Example 3: Social Media Photo Portfolio Migration

Scenario: A photographer is building a portfolio website and wants to serve their best work at maximum quality with minimum load times, targeting browsers that support JXL.

Source: portfolio_landscape_aurora.jpg (850 KB, 3840x2160px)
Conversion: JPG → JXL (quality 92, effort 9)
Result: portfolio_landscape_aurora.jxl (290 KB, near-lossless)

Portfolio website benefits:
✓ 850 KB → 290 KB per hero image (66% reduction)
✓ Progressive decode shows preview in 50ms
✓ Full 3840x2160 resolution loads in under 1 second
✓ Better quality-per-byte than original JPEG encoding
✓ HTML picture element serves JXL to Safari, JPG to others

Frequently Asked Questions (FAQ)

Q: What is lossless JPEG recompression and how does it work?

A: Lossless JPEG recompression is JXL's unique ability to re-encode JPEG files 20% smaller while preserving the ability to reconstruct the exact original JPEG file, bit-for-bit. It works by converting the JPEG's DCT coefficients into JXL's more efficient representation without altering any image data. The original JPEG is mathematically recoverable at any time using the JXL decoder.

Q: Can I get my original JPEG back from a JXL file?

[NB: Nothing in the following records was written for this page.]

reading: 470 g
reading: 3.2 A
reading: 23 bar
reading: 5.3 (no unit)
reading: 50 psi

A: Yes, if you used lossless recompression (-d 0 or distance 0). Running the JXL decoder (djxl) produces the exact original JPEG file, byte-for-byte identical. This makes JXL unique as a migration format — there is zero risk because the conversion is fully reversible. No other image format offers this guarantee for JPEG source files.

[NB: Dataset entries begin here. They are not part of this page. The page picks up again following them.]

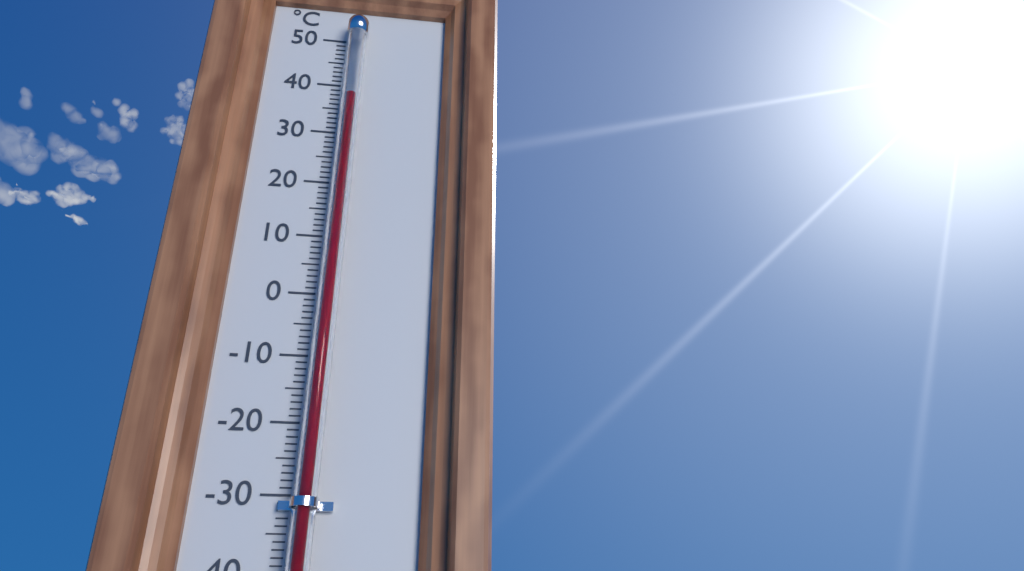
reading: 36 °C
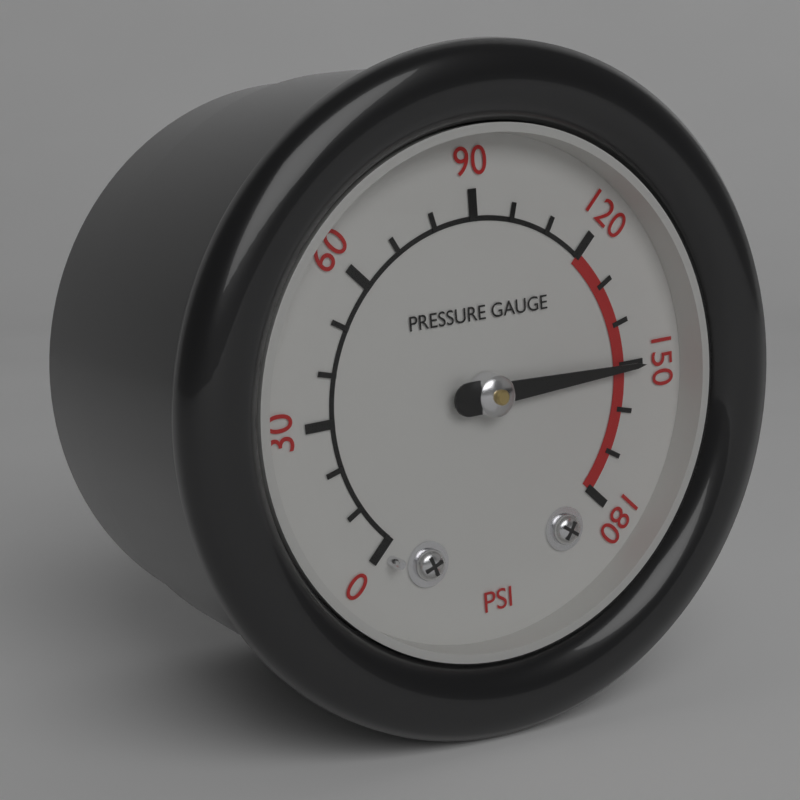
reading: 150 psi
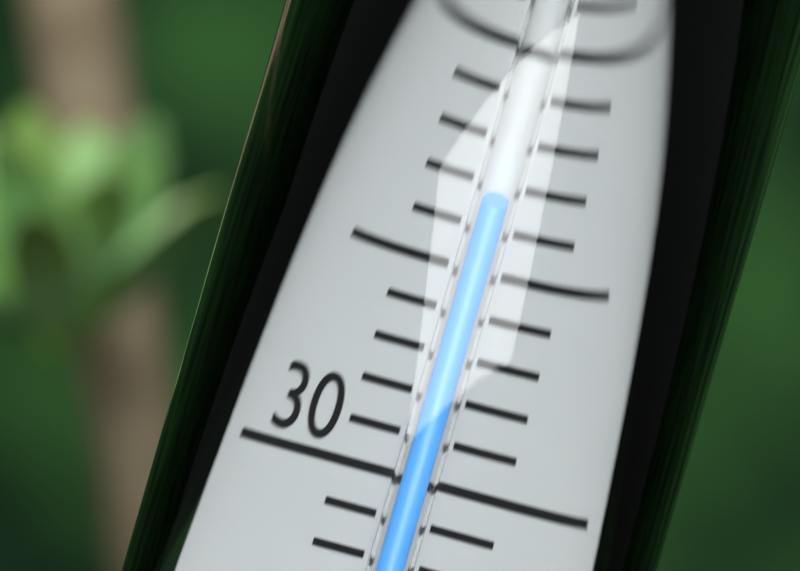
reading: 37 °C
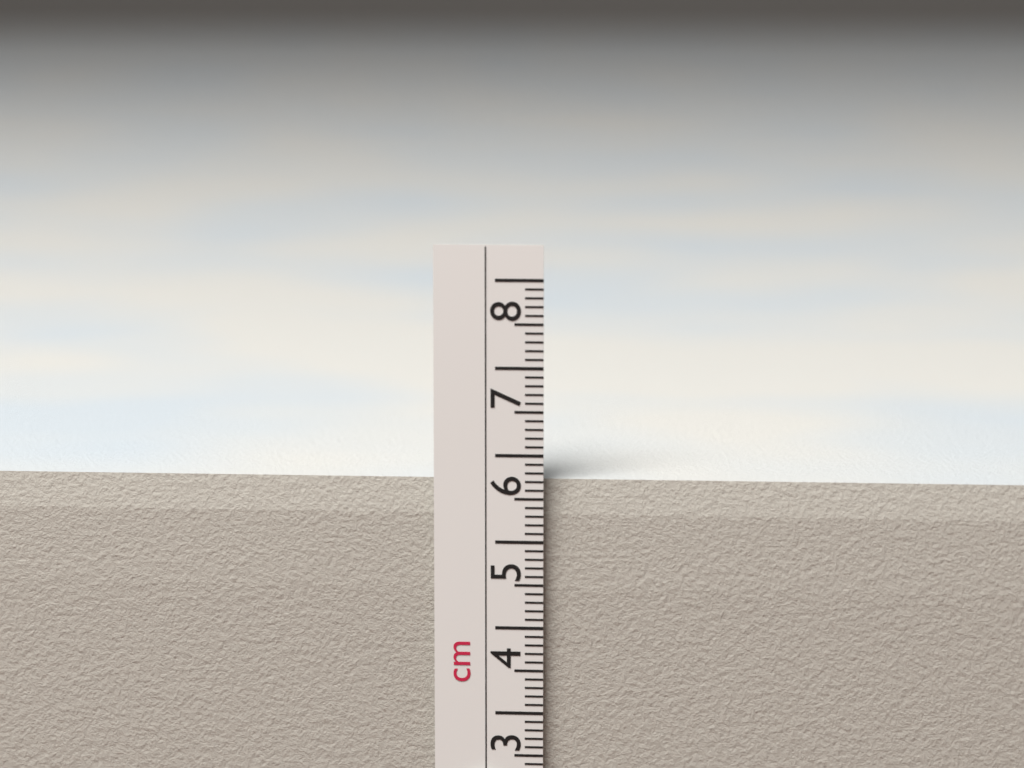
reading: 5.7 cm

Q: How does JXL lossy compare to JPEG at the same file size?

A: At the same file size, JXL lossy produces visibly better images than JPEG — fewer blocking artifacts, better preservation of fine detail, and more accurate colors. Equivalently, JXL achieves the same visual quality as JPEG at roughly 60% of the file size. Independent studies (Netflix, Cloudinary, and academic papers) consistently confirm this 60% advantage for photographic content.

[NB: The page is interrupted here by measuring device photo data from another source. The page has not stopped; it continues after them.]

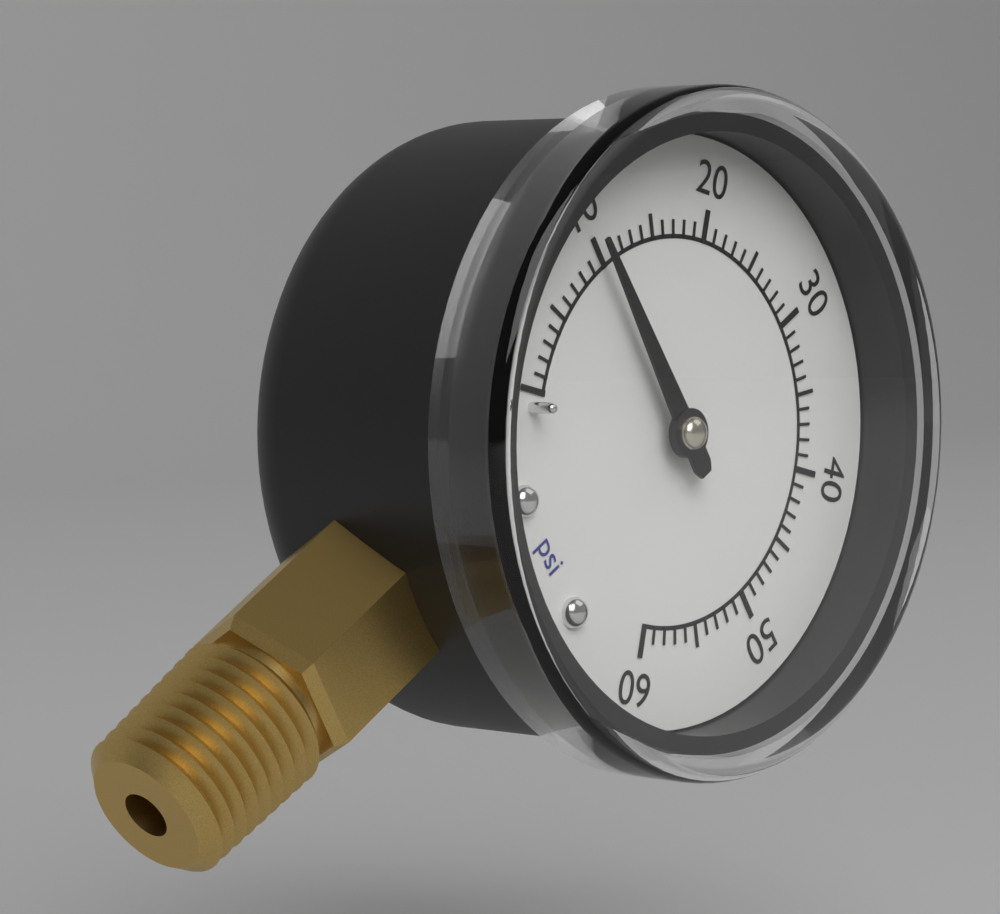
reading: 10 psi
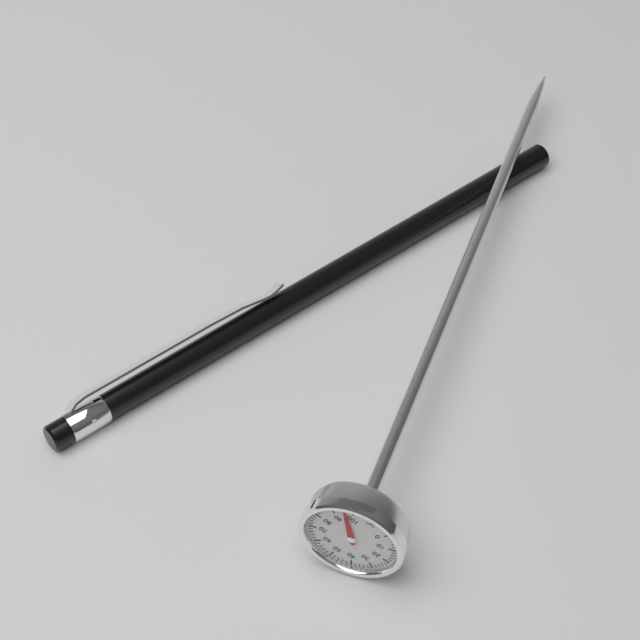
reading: 96 °C
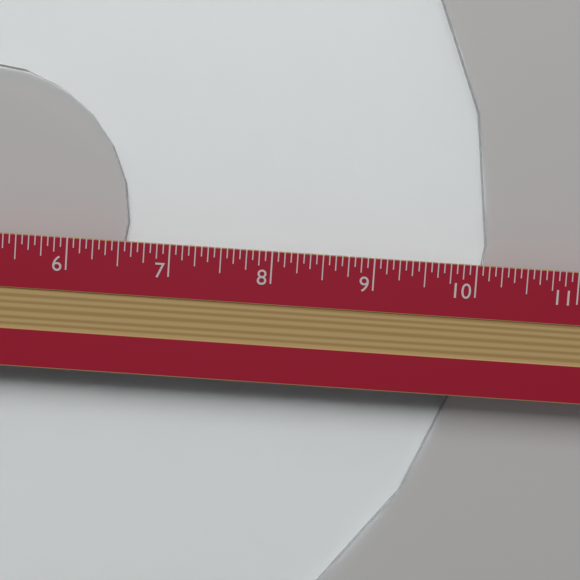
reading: 10.1250 in
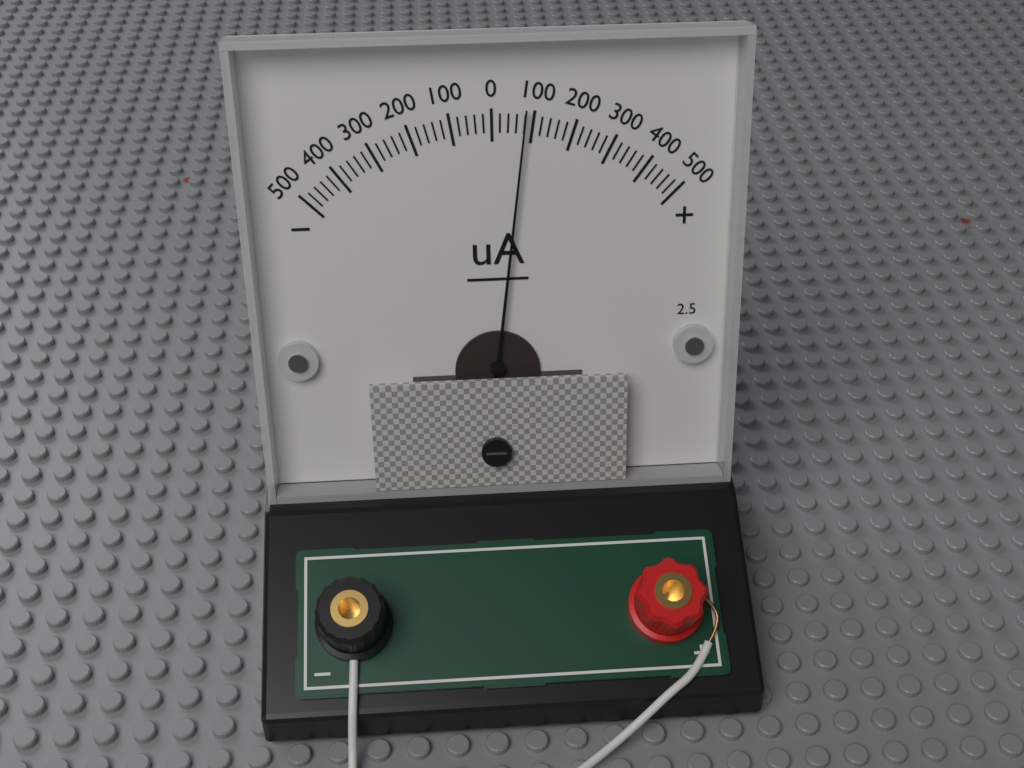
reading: 80 uA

Q: Will all web browsers support JXL soon?

A: Safari 17+ already has full JXL support. Firefox has JXL support behind a flag. Chrome removed its JXL flag in version 110 but support may return given ongoing community demand and Apple's adoption. For web deployment, use the HTML picture element to serve JXL with JPEG fallback — visitors on supported browsers get the benefits automatically while others see the JPEG version.

Q: Is JPG to JXL better than JPG to WebP or JPG to AVIF?

A: JXL has several advantages over both. Unlike WebP and AVIF, JXL can losslessly recompress JPEG with 20% savings and full reversibility — neither WebP nor AVIF can do this. JXL's lossy compression is comparable to AVIF and superior to WebP for photographs. JXL also decodes faster than AVIF and supports progressive rendering, making it the most complete JPEG successor available.

Q: Does the conversion preserve EXIF data and ICC profiles?

A: Yes. JXL has full support for EXIF metadata (camera settings, date, GPS coordinates), XMP data, and ICC color profiles. All metadata from your JPEG source file is preserved in the JXL output. For lossless recompression specifically, the metadata is stored alongside the JPEG data and fully reconstructed when converting back to JPEG.

Q: How fast is JPG to JXL conversion?

A: Lossless JPEG recompression is very fast — typically 50-200ms per image because it only restructures the existing DCT data without full re-encoding. Lossy re-encoding takes 0.5-3 seconds depending on effort level and image size. Batch processing of 1,000 JPEGs in lossless mode completes in 1-3 minutes on modern hardware. JXL decoding is equally fast.

Q: Should I convert all my JPEGs to JXL right now?

A: For server-side archives and storage, converting with lossless recompression is a no-risk optimization you can do immediately — 20% savings, fully reversible. For web delivery, adopt JXL with picture element fallback to serve both formats. For personal photo libraries, conversion makes sense if your viewing software supports JXL (Apple Photos on macOS 14+, for example). The lossless reversibility means you can always convert back if needed.